Another important Putorana feature, Lake Vivi is famous as the geographical center of Russia and spans an area of about 89 sq miles. These majestic lakes of Putorana were created 250 million years ago by a process known as plume volcanism. In this process a massive body of magma surfaced from deep inside Earth’s crust, erupting through crevices in solid basalt 10,000 feet thick. Once the magma cooled, the crevices eventually filled with water, forming long rivers and lakes we see today. The region is a geologist’s dream in some respects, including the fact the plateau has one of the world’s largest reserves of Nickel.

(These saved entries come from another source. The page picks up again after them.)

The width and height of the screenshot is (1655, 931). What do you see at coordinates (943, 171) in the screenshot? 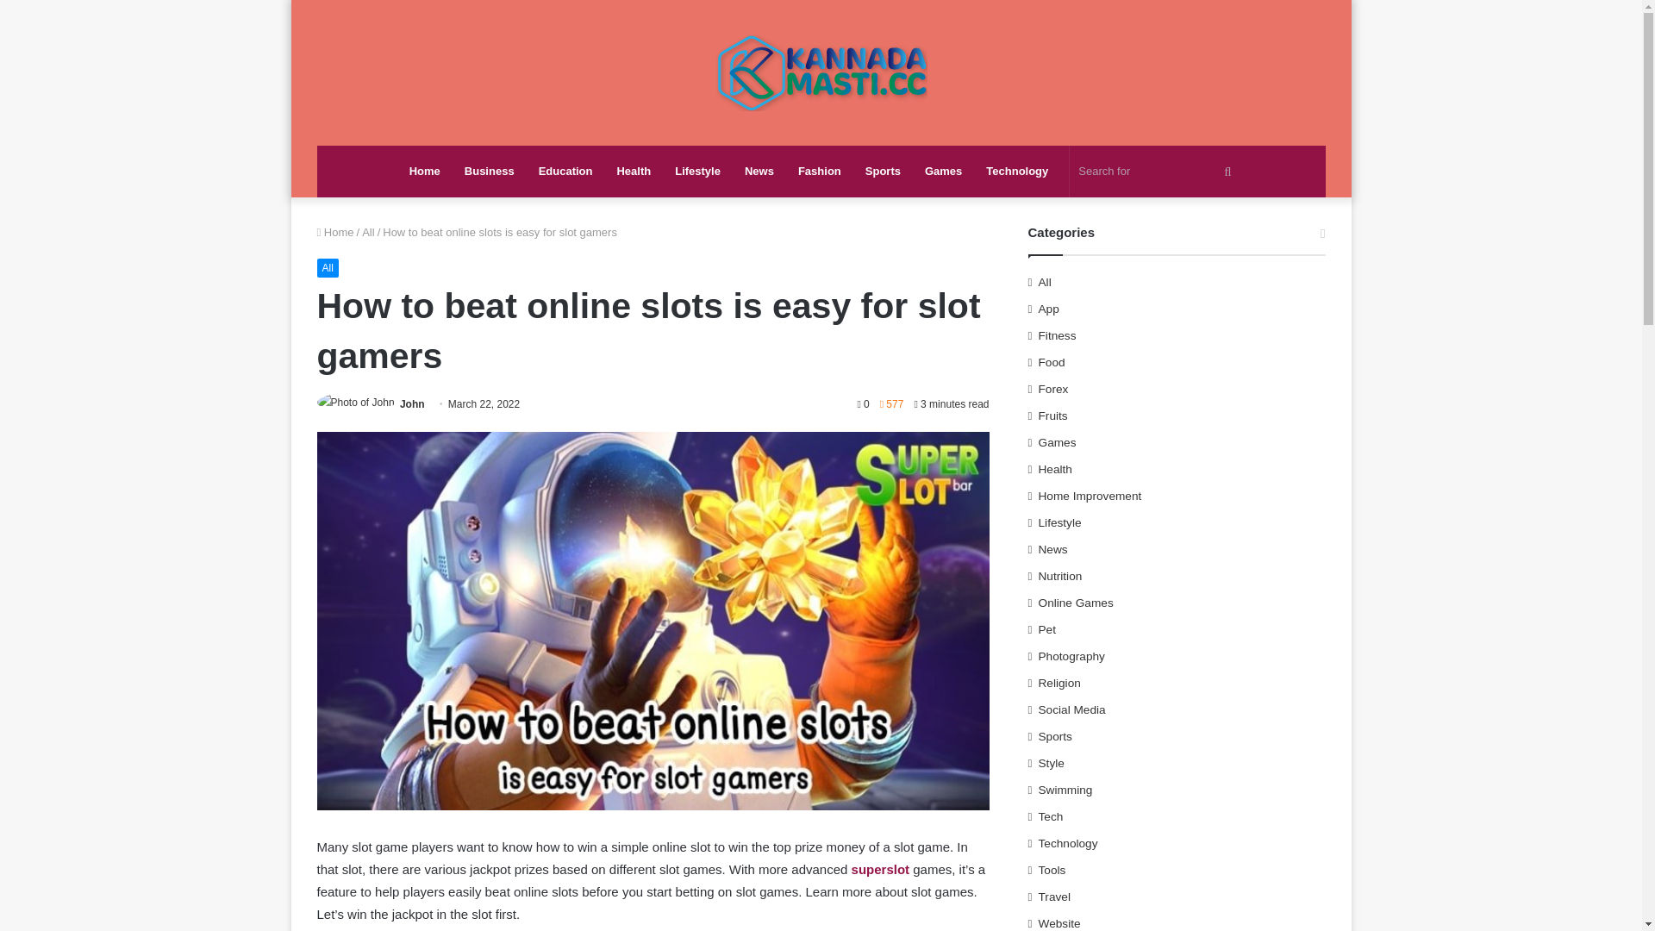
I see `Games` at bounding box center [943, 171].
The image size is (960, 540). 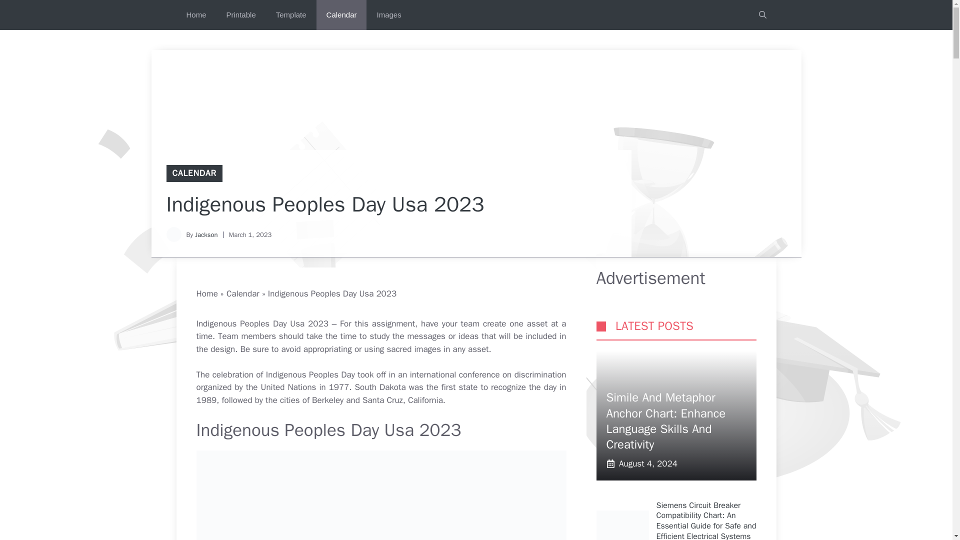 What do you see at coordinates (206, 235) in the screenshot?
I see `Jackson` at bounding box center [206, 235].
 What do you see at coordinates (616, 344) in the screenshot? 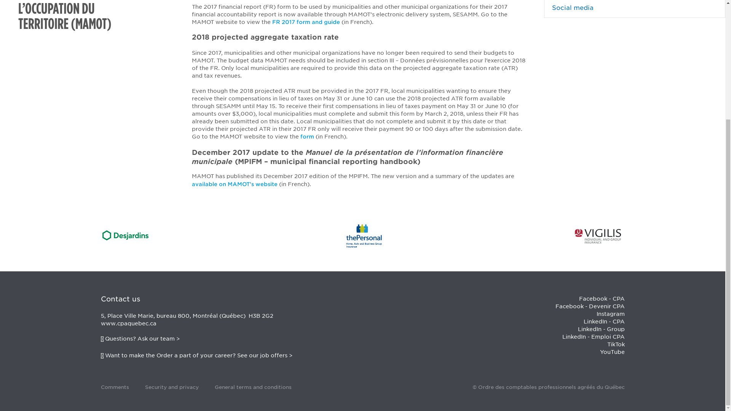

Maybe the best way to discover this remote region is through the most basic human activity on the plateau. The life of hunter Oleg Timofejevich Odnolko, who spends a lot of time in Taiga hunting there. This harsh landscape, austere in its beauty and its dangers, calls to that deep sense of wonder early humans must have felt. Though I shall probably never venture there now, that part of me tied to this wondrous Earth longs to discover the undiscovered.

For more information on this part of Russia the best resources are UNESCO, the Natural Heritage Fund, and of course the Krasnoyarsk region website.

Feature image: Courtesy Virtuoso Tours

Categories: Featured
Phil Butler: Phil is a prolific technology, travel, and news journalist and editor. A former public relations executive, he is an analyst and contributor to key hospitality and travel media, as well as a geopolitical expert for more than a dozen international media outlets.